Why This Story Still Matters
The creation of the metric system is more than a footnote in the history of science. It represents one of the most ambitious attempts to apply rational thinking to everyday life. It was born from the same Enlightenment ideals that produced Newton’s physics and Diderot’s Encyclopedie: the belief that the world could be understood, organized, and improved through reason.
It also reminds us that science does not happen in a vacuum. Delambre and Mechain were not working in comfortable laboratories. They were dodging revolutionary tribunals, navigating wars, and dealing with broken equipment on windswept mountaintops. Great science has always required not just brilliance, but persistence in the face of absurd obstacles.
The measurement of the meridian was, at its core, an astronomical and mathematical achievement, the kind of work that built on centuries of advances in understanding the shape and size of the Earth. Newton’s laws of gravitation, described in his Principia, had already revealed that the Earth was not a perfect sphere but an oblate spheroid, bulging at the equator. This was essential knowledge for Delambre and Mechain’s calculations. If you are curious about Newton’s foundational work, Kronecker Wallis offers a beautifully crafted edition of Newton’s Principia that captures the elegance of the original text.

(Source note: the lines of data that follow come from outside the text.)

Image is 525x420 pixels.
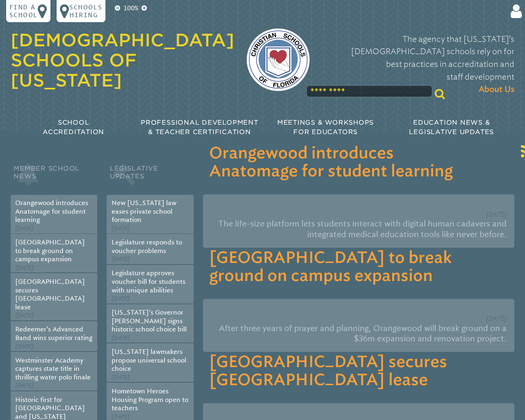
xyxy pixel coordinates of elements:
[211,215,507,242] p: The life-size platform lets students interact with digital human cadavers and integrated medical ...
[247,28,310,91] img: csf-logo-web-colors.png
[141,118,258,136] span: Professional Development & Teacher Certification
[11,162,98,195] h2: Member School News
[112,373,130,380] span: [DATE]
[112,238,182,254] a: Legislature responds to voucher problems
[112,387,188,412] a: Hometown Heroes Housing Program open to teachers
[15,325,92,342] a: Redeemer’s Advanced Band wins superior rating
[15,356,91,381] a: Westminster Academy captures state title in thrilling water polo finale
[43,118,104,136] span: School Accreditation
[112,269,185,294] a: Legislature approves voucher bill for students with unique abilities
[15,225,34,231] span: [DATE]
[209,145,509,181] h3: Orangewood introduces Anatomage for student learning
[479,84,514,97] span: About Us
[211,320,507,347] p: After three years of prayer and planning, Orangewood will break ground on a $36m expansion and re...
[11,29,234,90] a: [DEMOGRAPHIC_DATA] Schools of [US_STATE]
[112,347,186,372] a: [US_STATE] lawmakers propose universal school choice
[15,382,34,388] span: [DATE]
[486,210,507,218] span: [DATE]
[69,3,102,19] p: Schools Hiring
[322,33,515,97] p: The agency that [US_STATE]’s [DEMOGRAPHIC_DATA] schools rely on for best practices in accreditati...
[15,278,85,311] a: [GEOGRAPHIC_DATA] secures [GEOGRAPHIC_DATA] lease
[15,343,34,349] span: [DATE]
[122,3,140,13] p: 100%
[112,413,130,420] span: [DATE]
[209,249,509,285] h3: [GEOGRAPHIC_DATA] to break ground on campus expansion
[277,118,374,136] span: Meetings & Workshops for Educators
[15,264,34,271] span: [DATE]
[112,295,130,301] span: [DATE]
[112,334,130,341] span: [DATE]
[15,238,85,263] a: [GEOGRAPHIC_DATA] to break ground on campus expansion
[15,199,88,223] a: Orangewood introduces Anatomage for student learning
[209,353,509,389] h3: [GEOGRAPHIC_DATA] secures [GEOGRAPHIC_DATA] lease
[107,162,194,195] h2: Legislative Updates
[409,118,494,136] span: Education News & Legislative Updates
[112,199,176,223] a: New [US_STATE] law eases private school formation
[112,255,130,262] span: [DATE]
[112,308,187,333] a: [US_STATE]’s Governor [PERSON_NAME] signs historic school choice bill
[486,315,507,322] span: [DATE]
[112,225,130,231] span: [DATE]
[15,311,34,318] span: [DATE]
[9,3,38,19] p: Find a school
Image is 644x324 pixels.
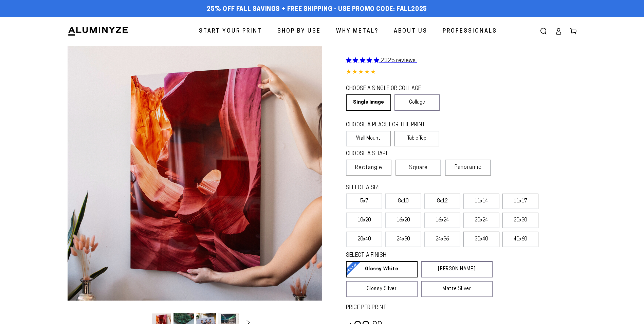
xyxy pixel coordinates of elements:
label: 24x36 [424,232,460,247]
span: About Us [394,27,428,36]
label: 40x60 [502,232,538,247]
label: 20x40 [346,232,382,247]
label: 30x40 [463,232,499,247]
label: 11x17 [502,193,538,209]
span: 25% off FALL Savings + Free Shipping - Use Promo Code: FALL2025 [207,6,427,13]
legend: SELECT A FINISH [346,252,476,260]
label: Wall Mount [346,131,391,147]
label: 20x24 [463,213,499,228]
label: 20x30 [502,213,538,228]
a: Single Image [346,94,391,111]
span: Square [409,164,428,172]
legend: CHOOSE A SHAPE [346,150,434,158]
span: Why Metal? [336,27,378,36]
a: 2325 reviews. [346,58,417,63]
legend: SELECT A SIZE [346,184,482,192]
div: 4.85 out of 5.0 stars [346,68,577,78]
a: Start Your Print [194,23,267,40]
label: 16x24 [424,213,460,228]
span: Start Your Print [199,27,262,36]
label: 8x10 [385,193,421,209]
img: Aluminyze [68,26,129,36]
legend: CHOOSE A SINGLE OR COLLAGE [346,85,434,93]
span: Panoramic [455,165,482,170]
span: 2325 reviews. [381,58,417,63]
label: 8x12 [424,193,460,209]
a: Why Metal? [331,23,384,40]
label: 11x14 [463,193,499,209]
label: 24x30 [385,232,421,247]
a: Matte Silver [421,281,492,297]
a: Collage [395,94,440,111]
legend: CHOOSE A PLACE FOR THE PRINT [346,121,433,129]
a: Shop By Use [272,23,326,40]
label: 10x20 [346,213,382,228]
span: Professionals [443,27,497,36]
label: 16x20 [385,213,421,228]
a: [PERSON_NAME] [421,261,492,278]
summary: Search our site [536,24,551,39]
a: Glossy White [346,261,418,278]
label: 5x7 [346,193,382,209]
span: Shop By Use [277,27,321,36]
label: Table Top [394,131,439,147]
span: Rectangle [355,164,382,172]
label: PRICE PER PRINT [346,304,577,312]
a: Glossy Silver [346,281,418,297]
a: Professionals [438,23,502,40]
a: About Us [389,23,433,40]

The story of measurement is also, fundamentally, a story about how we represent the natural world: how we translate nature into numbers and symbols that humans can share and build upon. This theme runs through the entire history of science, from ancient geometry to modern physics. Kronecker Wallis’s Portraying Science explores exactly this tradition of scientific visualization and representation.

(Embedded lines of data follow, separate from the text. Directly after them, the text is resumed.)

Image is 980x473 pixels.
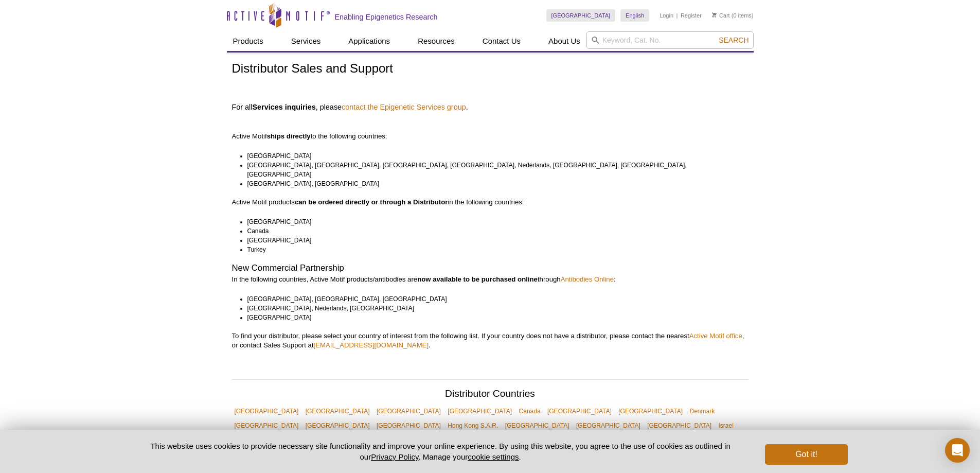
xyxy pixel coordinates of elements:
[417,275,537,283] strong: now available to be purchased online
[713,12,730,19] a: Cart
[374,404,443,418] a: [GEOGRAPHIC_DATA]
[719,36,748,44] span: Search
[687,404,717,418] a: Denmark
[232,263,748,273] h2: New Commercial Partnership
[445,404,515,418] a: [GEOGRAPHIC_DATA]
[247,245,740,254] li: Turkey
[681,12,702,19] a: Register
[232,113,748,141] p: Active Motif to the following countries:
[690,332,742,340] a: Active Motif office
[468,452,518,461] button: cookie settings
[247,179,740,188] li: [GEOGRAPHIC_DATA], [GEOGRAPHIC_DATA]
[716,36,752,44] button: Search
[412,31,461,51] a: Resources
[620,10,649,22] a: English
[561,275,614,283] a: Antibodies Online
[546,10,616,22] a: [GEOGRAPHIC_DATA]
[232,389,748,402] h2: Distributor Countries
[765,444,848,464] button: Got it!
[303,404,373,418] a: [GEOGRAPHIC_DATA]
[716,418,736,433] a: Israel
[247,236,740,245] li: [GEOGRAPHIC_DATA]
[294,198,449,206] strong: can be ordered directly or through a Distributor
[303,418,373,433] a: [GEOGRAPHIC_DATA]
[586,31,754,49] input: Keyword, Cat. No.
[227,31,270,51] a: Products
[545,404,614,418] a: [GEOGRAPHIC_DATA]
[232,418,301,433] a: [GEOGRAPHIC_DATA]
[645,418,714,433] a: [GEOGRAPHIC_DATA]
[574,418,643,433] a: [GEOGRAPHIC_DATA]
[713,10,754,22] li: (0 items)
[232,404,301,418] a: [GEOGRAPHIC_DATA]
[247,294,740,304] li: [GEOGRAPHIC_DATA], [GEOGRAPHIC_DATA], [GEOGRAPHIC_DATA]
[232,274,748,284] p: In the following countries, Active Motif products/antibodies are through :
[445,418,501,433] a: Hong Kong S.A.R.
[341,103,466,111] a: contact the Epigenetic Services group
[543,31,586,51] a: About Us
[232,331,748,350] p: To find your distributor, please select your country of interest from the following list. If your...
[247,226,740,236] li: Canada
[374,418,443,433] a: [GEOGRAPHIC_DATA]
[476,31,527,51] a: Contact Us
[252,103,315,111] strong: Services inquiries
[677,10,679,22] li: |
[232,198,748,206] p: Active Motif products in the following countries:
[945,438,970,463] div: Open Intercom Messenger
[247,313,740,322] li: [GEOGRAPHIC_DATA]
[247,217,740,226] li: [GEOGRAPHIC_DATA]
[314,341,429,348] a: [EMAIL_ADDRESS][DOMAIN_NAME]
[247,160,740,179] li: [GEOGRAPHIC_DATA], [GEOGRAPHIC_DATA], [GEOGRAPHIC_DATA], [GEOGRAPHIC_DATA], Nederlands, [GEOGRAPH...
[335,12,438,22] h2: Enabling Epigenetics Research
[232,62,748,77] h1: Distributor Sales and Support
[247,304,740,313] li: [GEOGRAPHIC_DATA], Nederlands, [GEOGRAPHIC_DATA]
[713,12,717,17] img: Your Cart
[247,152,740,160] li: [GEOGRAPHIC_DATA]
[371,452,418,461] a: Privacy Policy
[659,12,673,19] a: Login
[503,418,572,433] a: [GEOGRAPHIC_DATA]
[132,441,748,462] p: This website uses cookies to provide necessary site functionality and improve your online experie...
[342,31,396,51] a: Applications
[517,404,544,418] a: Canada
[616,404,686,418] a: [GEOGRAPHIC_DATA]
[285,31,328,51] a: Services
[232,103,748,111] h4: For all , please .
[267,132,311,140] strong: ships directly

And for those drawn to the astronomical side of the story, the careful observation of stars and meridians that made the whole project possible, the Discovering the History of Astronomy collection traces the long arc of humanity’s attempt to understand the heavens.
A Platinum Bar and a Beam of Light
The metre has been redefined several times since that first platinum bar was deposited in the Archives. In 1889, it became a platinum-iridium bar kept at the International Bureau of Weights and Measures near Paris. In 1960, it was redefined in terms of the wavelength of light emitted by krypton-86. And since 1983, the metre has been defined as the distance light travels in a vacuum in exactly 1/299,792,458 of a second.
We have come a long way from two men on hilltops, squinting through telescopes at church steeples. But every time you pick up a ruler, every time a scientist records a measurement in metres, every time an architect in Tokyo and an engineer in Berlin use the same units without a second thought, that is the legacy of a wild idea born during the French Revolution. The idea that measurement should belong to everyone, based not on a king’s whim but on the world itself.
It is, when you think about it, one of the most democratic inventions in history.